Project Setup and Organization
Project setup does not need to be complicated.
For many JavaScript fundamentals projects, a simple folder is enough:
expense-tracker/
index.html
styles.css
src/
main.js
state.js
storage.js
render.jsThe goal is to make the project easy to open, understand, and change.
Start Simple
A beginner project can begin with three files:
index.html
styles.css
script.jsThat is fine for very small projects.
As the project grows, split JavaScript by responsibility:
main.jsstarts the app and connects event listenersstate.jsstores and updates app datarender.jsupdates the DOMapi.jscontains API request functionsstorage.jsreads and writes browser storageutils.jscontains small reusable helpers
Do not create folders just to look professional.
Create them when they make the code easier to reason about.
Use Modules When Helpful
JavaScript modules let files share code with import and export.
Example:
// state.js
export const state = {
tasks: [],
filter: "all"
};
export function addTask(title) {
state.tasks.push({
id: crypto.randomUUID(),
title,
completed: false
});
}// main.js
import { addTask, state } from "./state.js";
addTask("Practice JavaScript");
console.log(state.tasks);In the browser, load the entry file as a module:
<script type="module" src="./src/main.js"></script>Keep Responsibilities Separate
Avoid putting every line of code inside one event listener.
Messy:
form.addEventListener("submit", (event) => {
event.preventDefault();
const title = input.value.trim();
if (!title) return;
tasks.push({ id: Date.now(), title, completed: false });
localStorage.setItem("tasks", JSON.stringify(tasks));
list.innerHTML = "";
tasks.forEach((task) => {
const li = document.createElement("li");
li.textContent = task.title;
list.append(li);
});
});Better:
form.addEventListener("submit", (event) => {
event.preventDefault();
const title = getTaskTitle();
if (!title) {
showError("Enter a task title.");
return;
}
addTask(title);
saveTasks(state.tasks);
renderTasks(state.tasks);
clearForm();
});The second version is easier to test and change because the steps are named.
Use a Startup Function
A startup function makes the app's first steps clear.
function init() {
state.tasks = loadTasks();
bindEvents();
renderTasks(state.tasks);
}
init();This pattern is useful for browser projects:
- Load saved data.
- Select DOM elements.
- Attach event listeners.
- Render the first UI.
Choose Names Carefully
Good names reduce comments.
Prefer:
const activeFilter = "completed";
const visibleTasks = getVisibleTasks(tasks, activeFilter);Avoid:
const x = "completed";
const data2 = getStuff(data, x);Names should explain the role of a value.

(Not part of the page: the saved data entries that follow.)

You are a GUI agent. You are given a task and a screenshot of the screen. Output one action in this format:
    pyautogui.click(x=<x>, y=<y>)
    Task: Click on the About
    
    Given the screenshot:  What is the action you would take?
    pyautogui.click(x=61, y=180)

Keep Configuration Together
If your project uses repeated values, put them in one place.
const STORAGE_KEY = "daily-coder-expenses";
const API_BASE_URL = "https://api.example.com";This makes future changes safer.
Be careful with secrets.
Frontend JavaScript is visible to users, so do not store private API keys in browser code.
Best Practices
- Start with the simplest structure that supports the project.
- Split files by responsibility when a file becomes hard to scan.

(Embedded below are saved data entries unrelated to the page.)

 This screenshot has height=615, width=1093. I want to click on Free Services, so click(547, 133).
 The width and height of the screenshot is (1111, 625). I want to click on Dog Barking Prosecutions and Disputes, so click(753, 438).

- Use modules for shared functions and state.
- Keep startup logic in one obvious place.
- Use constants for repeated configuration values.

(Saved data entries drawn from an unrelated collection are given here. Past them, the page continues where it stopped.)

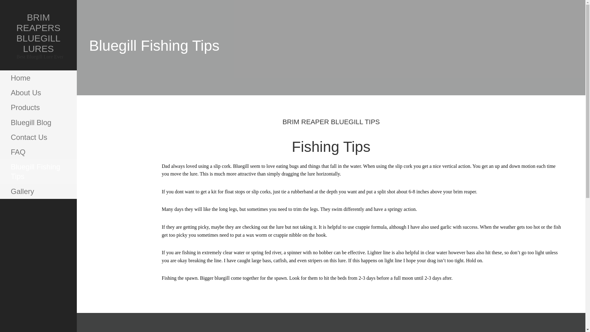 The image size is (590, 332). I want to click on Bluegill Blog, so click(38, 122).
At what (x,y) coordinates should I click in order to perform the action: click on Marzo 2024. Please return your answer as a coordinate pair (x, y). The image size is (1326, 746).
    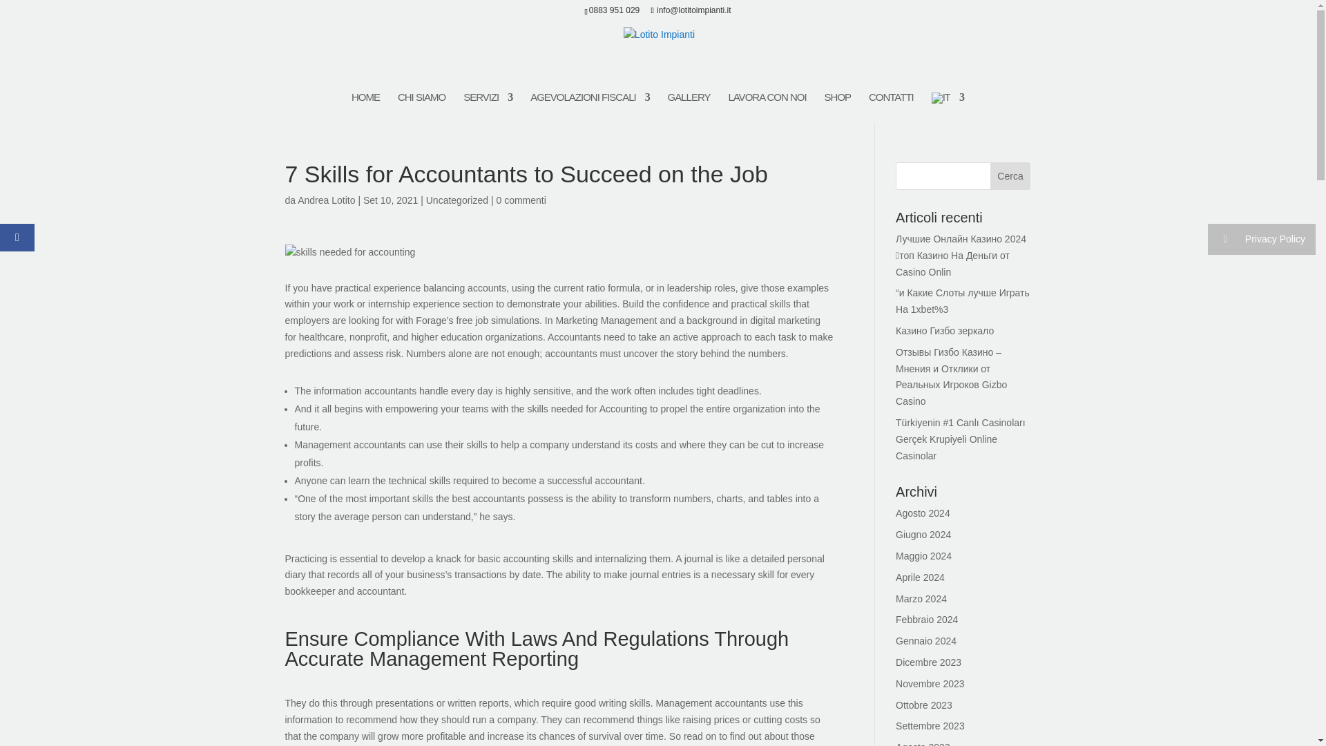
    Looking at the image, I should click on (922, 598).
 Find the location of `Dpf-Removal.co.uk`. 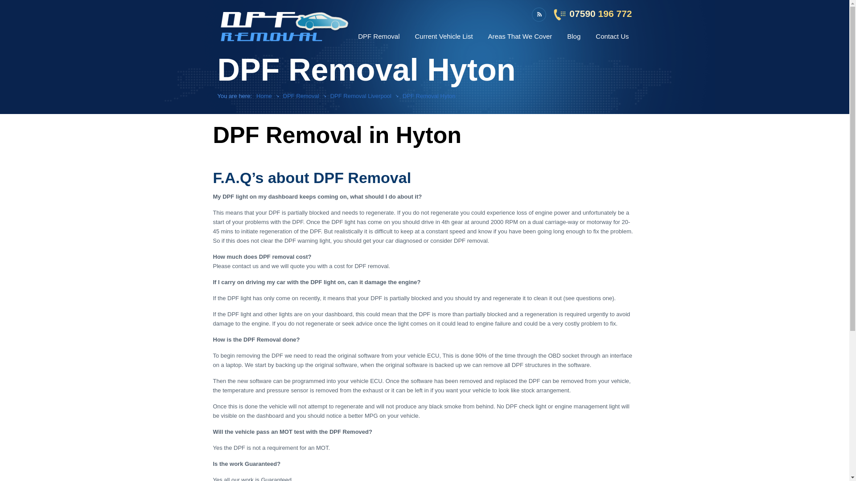

Dpf-Removal.co.uk is located at coordinates (284, 32).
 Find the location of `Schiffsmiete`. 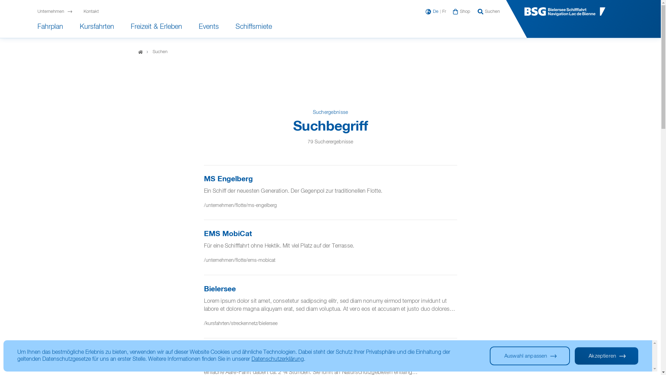

Schiffsmiete is located at coordinates (254, 28).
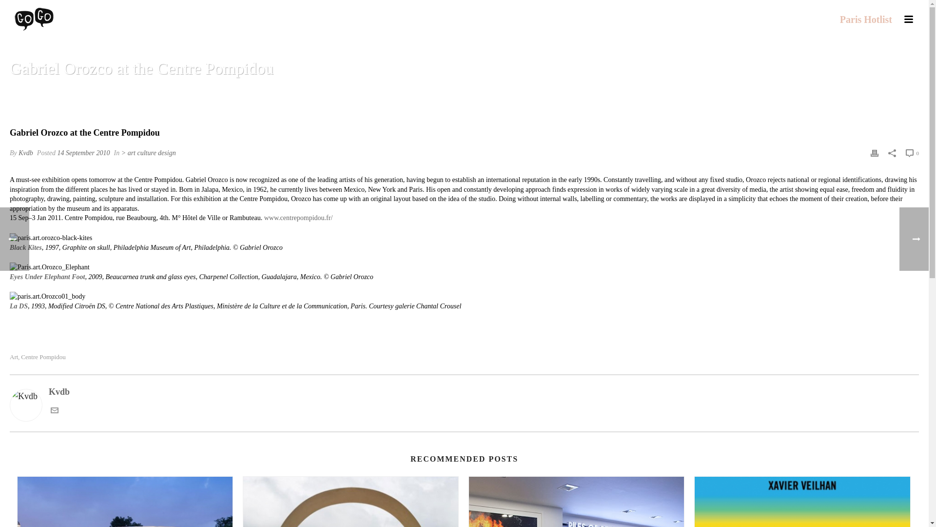 The height and width of the screenshot is (527, 936). I want to click on Art, so click(14, 356).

- Do not put secrets in frontend code.
Common Mistakes
- Creating too many files before the project has real behavior.
- Leaving all code inside one large event listener.
- Mixing DOM rendering, API calls, storage, and data updates in every function.
- Forgetting
type="module"when using browser imports. - Using unclear file names like
stuff.jsornew-script-final.js.
Summary
Good setup makes a project easier to build and maintain.
Start simple, split by responsibility when needed, use modules deliberately, and make the app's startup flow easy to follow.